Implementing IT systems isn’t always a joy. Once the elation of the sale has faded there’s the hard work of making the software meet the client’s expectations. Whether or not those expectations are ambitious and unrealistic or entirely reasonable, they are bound to be slightly different from yours. It’s like a marriage, perhaps. You never really know what you’re getting in to.
There are many difficult compromises to make during configuration, implementation and training, and then there are the unexpected horrors that occur when you finally go live, however much testing you do, but after some difficulties days and weeks things settle down, and the frowns begin to dissolve into smiles.
It’s a predictable trajectory:
- Elation at the start of the project
- Realism as it progresses
- Optimism as it goes live
- Horror at what happens next
- Gradual habituation
- Ultimate satisfaction
Some months ago I wrote about a large CRM project our LLP CRM division executed for a medical clinic in Prague (see Too Scared to Visit the Doctor). It was the clinic I go to myself, and for a while I was almost afraid to go because the receptionists were using the system and weren’t entirely happy with it. No matter that the problems weren’t our fault (some technical problems deep in the software that we resell, not in any software that we write ourselves), our users weren’t happy, and we were the supplier.
But time went by and the problems got solved, and then, surprise, surprise, our users began to like what we’d built for them.
And then, acute disappointment.
One of the worst things that can happen during any kind of sales process is getting to the point where your potential customer is just about to sign the order, and then hearing that your they’re going to be taken over by another larger company. You might as well begin again, but there’s often no point. The most likely outcome is that the company you’re talking to will be forced to implement the software that their new parent company uses. Acquisition of your customer can be equally disturbing.
So, just when they had begun to like us and our software, we were officially informed that they’d been taken over and would abandon the software we’d put together for them in favour of the software their new parent uses.
Our contract was terminated, we expected to hear no more, and we closed our files on this client.
And then they changed their mind. After an extensive analysis of their system and ‘our’ system they decided to do the opposite, a kind of reverse takeover, at least in terms of CRM systems. So we’re back in the game again, and they will have to buy more licenses too.
It’s a case of double glee. Not only do we get our client back in a larger incarnation, but we know that what we did was good, was liked, was appreciated, was better than its competition.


▸ **TRY IT**
Beginning at the line that holds "in this image.", copy the material below exactly through its last line.

▸ **SOURCE DATA**
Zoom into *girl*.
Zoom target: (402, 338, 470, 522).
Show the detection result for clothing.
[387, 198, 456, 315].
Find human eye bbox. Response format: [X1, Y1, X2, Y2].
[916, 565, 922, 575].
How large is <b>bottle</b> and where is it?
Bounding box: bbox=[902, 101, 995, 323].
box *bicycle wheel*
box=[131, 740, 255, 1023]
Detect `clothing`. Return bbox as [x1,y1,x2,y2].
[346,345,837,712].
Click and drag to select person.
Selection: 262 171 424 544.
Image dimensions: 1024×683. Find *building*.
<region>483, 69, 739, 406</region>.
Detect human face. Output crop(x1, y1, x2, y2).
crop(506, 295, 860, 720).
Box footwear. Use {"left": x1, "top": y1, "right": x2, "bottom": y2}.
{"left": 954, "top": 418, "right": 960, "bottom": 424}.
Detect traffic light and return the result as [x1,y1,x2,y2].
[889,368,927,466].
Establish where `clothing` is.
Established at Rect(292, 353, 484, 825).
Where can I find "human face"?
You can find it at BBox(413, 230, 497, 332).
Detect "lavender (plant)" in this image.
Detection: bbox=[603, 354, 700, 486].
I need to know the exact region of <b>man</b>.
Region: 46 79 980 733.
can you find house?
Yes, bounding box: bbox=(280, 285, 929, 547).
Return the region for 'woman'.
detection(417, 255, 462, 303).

▸ **EXERCISE RESPONSE**
Detect "lavender (plant)" in this image.
Detection: bbox=[603, 354, 700, 486].
I need to know the exact region of <b>man</b>.
Region: 46 79 980 733.
can you find house?
Yes, bounding box: bbox=(280, 285, 929, 547).
Return the region for 'woman'.
detection(417, 255, 462, 303).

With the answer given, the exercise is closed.